Back when I was a bored teenager, which if it seems like a lifetime ago it’s because it was, my escape from suburban mediocrity was Heavy Metal.
Always capitalised, Heavy Metal allowed me to shut out the humdrum of my everyday existence, replacing it with a whole spectrum of disordered noise, by bands from Stoke-on-Trent, Copenhagen, and Tampa, Florida.
The damage it did to my chances with the opposite sex – never good to start with – and to my grasp of teenage fashion, was more than made up for by the assault of the senses and the parents that Heavy Metal prided itself upon.
The actual music varied wildly, from soft, almost progressive rock, through to unintelligible speed and death metal. It didn’t matter – we had to like it all and we kept up our end of the bargain. We were Heavy Metal fans and this was our thing.
I left my metal days behind me long ago, although I’ve always suspected it never really leaves you. Like rock ‘n’ roll, I suspect Heavy Metal will never truly die, and it doesn’t surprise me that there’s still a thriving market for the stuff, a fecund morass which The Poodles strut around, like kings of the swamp.
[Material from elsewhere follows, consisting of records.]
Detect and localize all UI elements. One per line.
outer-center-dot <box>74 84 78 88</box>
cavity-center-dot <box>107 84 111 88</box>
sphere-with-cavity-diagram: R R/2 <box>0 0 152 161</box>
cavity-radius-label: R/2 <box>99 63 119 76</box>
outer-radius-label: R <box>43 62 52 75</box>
I’m sure there’s a more accurate description for the sound The Poodles pedal than Heavy Metal. But that’s exactly what it is, stripped of chronological and geographical context like it could have come from Los Angeles in 1987 rather than Stockholm in 2015.
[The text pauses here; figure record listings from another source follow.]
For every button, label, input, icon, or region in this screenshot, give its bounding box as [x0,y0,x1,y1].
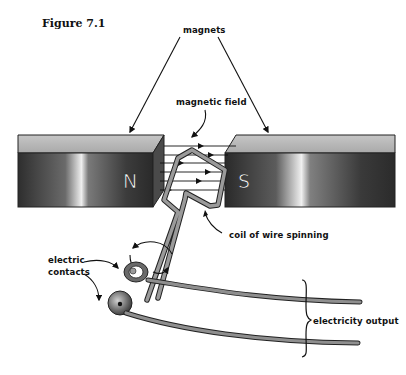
label-output: electricity output [313,315,399,326]
arrow-to-field [192,110,206,137]
north-magnet: N [18,135,164,207]
label-magnetic-field: magnetic field [176,96,247,107]
south-pole-label: S [238,170,250,192]
label-magnets: magnets [183,24,226,35]
arrow-to-south-magnet [218,37,268,132]
generator-diagram: Figure 7.1 magnets magnetic field N S [0,0,406,375]
arrow-to-disc [84,274,99,300]
arrow-to-coil [205,213,222,233]
label-coil: coil of wire spinning [229,229,329,240]
label-contacts-line2: contacts [48,266,90,277]
arrow-to-north-magnet [130,37,180,132]
slip-ring-contact [124,262,148,282]
figure-title: Figure 7.1 [42,17,105,30]
coil-arrow-head [203,210,208,217]
output-brace [302,280,311,357]
north-pole-label: N [123,170,137,192]
label-contacts-line1: electric [48,254,85,265]
south-magnet: S [225,135,395,207]
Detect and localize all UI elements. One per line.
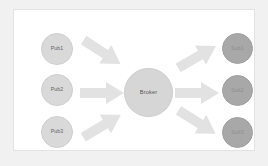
arrow-right-icon [173,101,222,143]
node-sub1[interactable]: Sub1 [222,33,253,64]
node-pub3[interactable]: Pub3 [41,116,73,148]
node-pub2-label: Pub2 [51,87,64,92]
node-sub2[interactable]: Sub2 [222,75,253,106]
node-pub2[interactable]: Pub2 [41,74,73,106]
arrow-right-icon [78,31,127,73]
node-sub2-label: Sub2 [231,88,244,93]
node-sub1-label: Sub1 [231,46,244,51]
arrow-right-icon [80,82,124,104]
diagram-canvas: Pub1 Pub2 Pub3 Broker Sub1 Sub2 Sub3 [0,0,268,166]
node-sub3-label: Sub3 [231,130,244,135]
arrow-right-icon [77,105,126,147]
arrow-right-icon [172,36,221,77]
node-pub1-label: Pub1 [51,46,64,51]
diagram-panel: Pub1 Pub2 Pub3 Broker Sub1 Sub2 Sub3 [13,9,255,151]
node-broker[interactable]: Broker [124,68,173,117]
node-broker-label: Broker [140,90,157,96]
arrow-right-icon [175,82,219,104]
node-pub3-label: Pub3 [51,129,64,134]
node-sub3[interactable]: Sub3 [222,117,253,148]
node-pub1[interactable]: Pub1 [41,33,73,65]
Devil In The Details is their sixth album, and their first for Sony affiliate Gain. It will find a place in the denim- and leather-clad hearts of disaffected suburban teenagers and those who for whom arrested development is still development, yeah?
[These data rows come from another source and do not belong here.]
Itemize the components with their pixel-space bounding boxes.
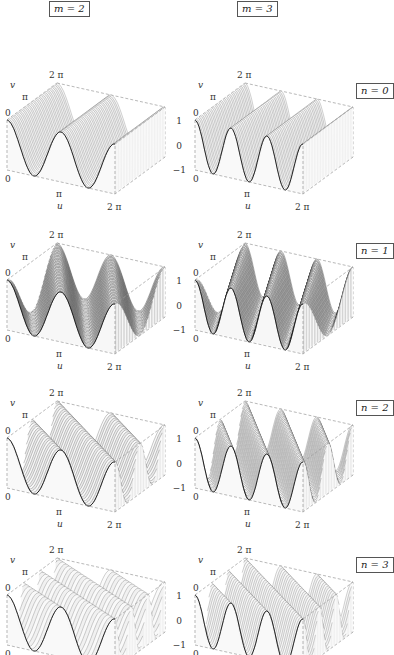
u-tick-0: 0: [193, 492, 199, 502]
z-tick-neg1: −1: [173, 483, 186, 493]
u-tick-0: 0: [193, 334, 199, 344]
surface-plot-n1-m3: 10−10π2 πv0π2 πu: [188, 190, 358, 340]
surface-plot-n3-m3: 10−10π2 πv0π2 πu: [188, 505, 358, 655]
surface-mesh: [195, 243, 353, 354]
v-tick-pi: π: [22, 92, 28, 102]
v-tick-0: 0: [5, 268, 11, 278]
v-tick-0: 0: [193, 108, 199, 118]
surface-plot-n0-m2: 10−10π2 πv0π2 πu: [0, 30, 170, 180]
v-axis-label: v: [198, 80, 203, 90]
column-label-m3: m = 3: [237, 1, 278, 17]
surface-mesh: [7, 243, 165, 354]
z-tick-1: 1: [176, 434, 182, 444]
surface-plot-n3-m2: 10−10π2 πv0π2 πu: [0, 505, 170, 655]
v-tick-pi: π: [22, 567, 28, 577]
v-tick-pi: π: [210, 252, 216, 262]
surface-mesh: [195, 83, 353, 194]
v-tick-2pi: 2 π: [237, 545, 252, 555]
v-tick-pi: π: [22, 252, 28, 262]
u-tick-0: 0: [5, 334, 11, 344]
surface-mesh: [195, 558, 353, 655]
z-tick-0: 0: [176, 141, 182, 151]
z-tick-1: 1: [176, 591, 182, 601]
u-tick-0: 0: [5, 649, 11, 655]
v-tick-2pi: 2 π: [49, 545, 64, 555]
surface-plot-n2-m3: 10−10π2 πv0π2 πu: [188, 348, 358, 498]
z-tick-0: 0: [176, 616, 182, 626]
v-tick-pi: π: [22, 410, 28, 420]
row-label-n3: n = 3: [356, 557, 394, 573]
v-axis-label: v: [10, 240, 15, 250]
z-tick-0: 0: [176, 301, 182, 311]
v-axis-label: v: [198, 555, 203, 565]
z-tick-neg1: −1: [173, 640, 186, 650]
row-label-n0: n = 0: [356, 83, 394, 99]
v-tick-2pi: 2 π: [237, 230, 252, 240]
v-tick-2pi: 2 π: [49, 70, 64, 80]
u-tick-0: 0: [193, 649, 199, 655]
v-axis-label: v: [198, 240, 203, 250]
surface-mesh: [195, 401, 353, 512]
v-tick-pi: π: [210, 92, 216, 102]
v-tick-2pi: 2 π: [237, 388, 252, 398]
v-tick-0: 0: [193, 426, 199, 436]
v-axis-label: v: [10, 555, 15, 565]
v-tick-2pi: 2 π: [49, 388, 64, 398]
v-axis-label: v: [10, 398, 15, 408]
z-tick-0: 0: [176, 459, 182, 469]
v-tick-2pi: 2 π: [49, 230, 64, 240]
z-tick-1: 1: [176, 116, 182, 126]
surface-plot-n2-m2: 10−10π2 πv0π2 πu: [0, 348, 170, 498]
v-tick-0: 0: [193, 583, 199, 593]
u-tick-0: 0: [5, 174, 11, 184]
v-tick-2pi: 2 π: [237, 70, 252, 80]
z-tick-neg1: −1: [173, 325, 186, 335]
v-tick-0: 0: [193, 268, 199, 278]
surface-mesh: [7, 558, 165, 655]
u-tick-0: 0: [5, 492, 11, 502]
row-label-n1: n = 1: [356, 243, 394, 259]
surface-mesh: [7, 401, 165, 512]
z-tick-1: 1: [176, 276, 182, 286]
v-axis-label: v: [198, 398, 203, 408]
v-tick-0: 0: [5, 108, 11, 118]
surface-mesh: [7, 83, 165, 194]
v-axis-label: v: [10, 80, 15, 90]
column-label-m2: m = 2: [49, 1, 90, 17]
v-tick-0: 0: [5, 426, 11, 436]
z-tick-neg1: −1: [173, 165, 186, 175]
u-tick-0: 0: [193, 174, 199, 184]
row-label-n2: n = 2: [356, 400, 394, 416]
v-tick-pi: π: [210, 410, 216, 420]
v-tick-pi: π: [210, 567, 216, 577]
surface-plot-n1-m2: 10−10π2 πv0π2 πu: [0, 190, 170, 340]
v-tick-0: 0: [5, 583, 11, 593]
surface-plot-n0-m3: 10−10π2 πv0π2 πu: [188, 30, 358, 180]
The guitars chug and scream at the appropriate levels, and the rhythm section keeps pounding away at a steady, infectious beat: this is accomplished Heavy Metal. And if you find solace in lyrics which promise enlightenment and deliver a bunch of words that are a great effort for someone for whom English is presumably a second language, then you will not be disappointed.
I shouldn’t be so hard. I may not have completely left Heavy Metal behind in my teenage years but it’s obviously abandoned me. The songs of my youth, so similar in sound, still resonate, but their contemporary counterparts – in date of creation if not inspiration – clearly do not.
That’s okay. This album, this band, they’re not for me. I don’t need them for what they do but what they do is still very important.
Devil In The Details is released on April 27th on Gain Music.